The Right Answer

I don’t often agree with Mark Zuckerberg, but in this case, I do, to the extent he has the courage of his words. The European Union’s Internal Market Commission has fined Meta $1.3 billion for the crime of sending the data its Facebook facility collects on European citizens to servers in the US.

The ruling raises pressure on the US government to complete a deal that would allow Meta and thousands of multinational companies to keep sending such information stateside.
Tech companies have been especially vulnerable to regulatory scrutiny absent such a deal. But most large international companies rely on a relatively free flow of data across the Atlantic….

No, the “pressure” applied is only what Biden and his staff choose to feel. Instead, this would be a good time for Biden and his to act like they care more about what benefits America than about what benefits other polities. The vast majority of those large international companies are, after all, American companies, and the requirement to keep that kind of data on EU servers is nakedly aimed at our companies. Apparently, the Commission thinks that EU companies are unable to compete without anchors tied around our companies’ ankles.

Zuckerberg is on the right track. In addition to appealing the Commission’s order (Meta must stop sending information about European Facebook users to the US and delete data already sent) and fine, he says:

Meta has said in securities filings that if ordered to suspend transfers, it may have to stop offering services in the EU….

All of our transnationals should take that tack. If the EU wants to compete only on the race to regulatory control, it should be left to play by itself. The race to be the most controlling administrative state is one our nation should happily lose.

This is where Biden backstops Zuckerberg. We’re waiting.

And one more, separate, thing. Biden also could backstop all of our transnationals and all of our domestic companies by getting the Federal government out of the business of spying on American citizens and rifling through private papers stored on American soil. On that, the EU has a valid beef.

Another Reason

In an attempt to extort concessions from us and to drive a wedge between us and the Republic of Korea, the People’s Republic of China has banned certain local firms in key information-infrastructure industries from buying computer chips from the American company Micron Technology.

The next two largest chip manufacturers after Micron are the RoK’s Samsung Electronics and SK Hynix, each with chip factories in the PRC. The wedge is the effort to get those two to sell into the PRC in place of Micron.

The RoK, though, along with Samsung and SK Hynix would do well to take the hint from the PRC’s attack on Micron, especially given the near dependence of the RoK on the PRC market. They’re even more exposed to PRC extortion than we are, and what the PRC is attempting against Micron, it can attempt against Samsung and SK Hynix and against the RoK’s overall trade relations with the PRC.

They would be well disposed, as would we, to cut economic ties with the PRC and eliminate that avenue of extortion.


__Work required__: Establish how many lines below contain the string "English". Respond with that number alone.

__Interface dataset entries__:
----

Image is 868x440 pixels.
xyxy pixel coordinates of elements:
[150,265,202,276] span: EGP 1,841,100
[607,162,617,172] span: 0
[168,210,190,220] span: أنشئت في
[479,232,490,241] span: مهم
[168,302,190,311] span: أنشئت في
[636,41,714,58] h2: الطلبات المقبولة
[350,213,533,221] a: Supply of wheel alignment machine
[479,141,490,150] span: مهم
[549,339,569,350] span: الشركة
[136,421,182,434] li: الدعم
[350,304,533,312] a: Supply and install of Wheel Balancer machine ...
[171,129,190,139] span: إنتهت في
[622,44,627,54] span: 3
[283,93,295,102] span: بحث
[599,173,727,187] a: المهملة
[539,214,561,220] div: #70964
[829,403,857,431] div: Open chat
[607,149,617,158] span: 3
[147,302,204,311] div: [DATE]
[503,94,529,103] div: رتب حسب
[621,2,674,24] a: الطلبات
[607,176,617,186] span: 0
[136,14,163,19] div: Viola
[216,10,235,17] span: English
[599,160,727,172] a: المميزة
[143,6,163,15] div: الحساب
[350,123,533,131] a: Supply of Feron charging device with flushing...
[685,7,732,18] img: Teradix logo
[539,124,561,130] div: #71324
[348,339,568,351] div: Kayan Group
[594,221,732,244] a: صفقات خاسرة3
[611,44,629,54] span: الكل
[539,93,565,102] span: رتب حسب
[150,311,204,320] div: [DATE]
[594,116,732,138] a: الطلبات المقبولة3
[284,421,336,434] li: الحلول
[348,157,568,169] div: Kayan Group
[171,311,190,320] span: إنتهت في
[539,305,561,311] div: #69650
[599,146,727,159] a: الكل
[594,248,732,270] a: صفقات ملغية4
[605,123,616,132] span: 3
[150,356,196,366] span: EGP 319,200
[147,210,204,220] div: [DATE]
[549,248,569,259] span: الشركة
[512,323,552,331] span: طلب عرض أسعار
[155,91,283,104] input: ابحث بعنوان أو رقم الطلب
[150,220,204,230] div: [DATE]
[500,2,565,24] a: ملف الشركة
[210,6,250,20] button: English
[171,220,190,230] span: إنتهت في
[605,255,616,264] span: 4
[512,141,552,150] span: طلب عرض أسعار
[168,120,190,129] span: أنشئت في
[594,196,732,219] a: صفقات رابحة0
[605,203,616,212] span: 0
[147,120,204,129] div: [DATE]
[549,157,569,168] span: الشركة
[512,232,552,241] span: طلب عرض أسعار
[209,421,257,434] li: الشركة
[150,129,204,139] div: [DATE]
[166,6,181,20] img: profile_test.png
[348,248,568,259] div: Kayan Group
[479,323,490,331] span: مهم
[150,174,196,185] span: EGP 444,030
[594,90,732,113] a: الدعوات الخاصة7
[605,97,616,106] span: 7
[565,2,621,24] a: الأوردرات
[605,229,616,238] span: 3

----

__Output for this exercise__: 2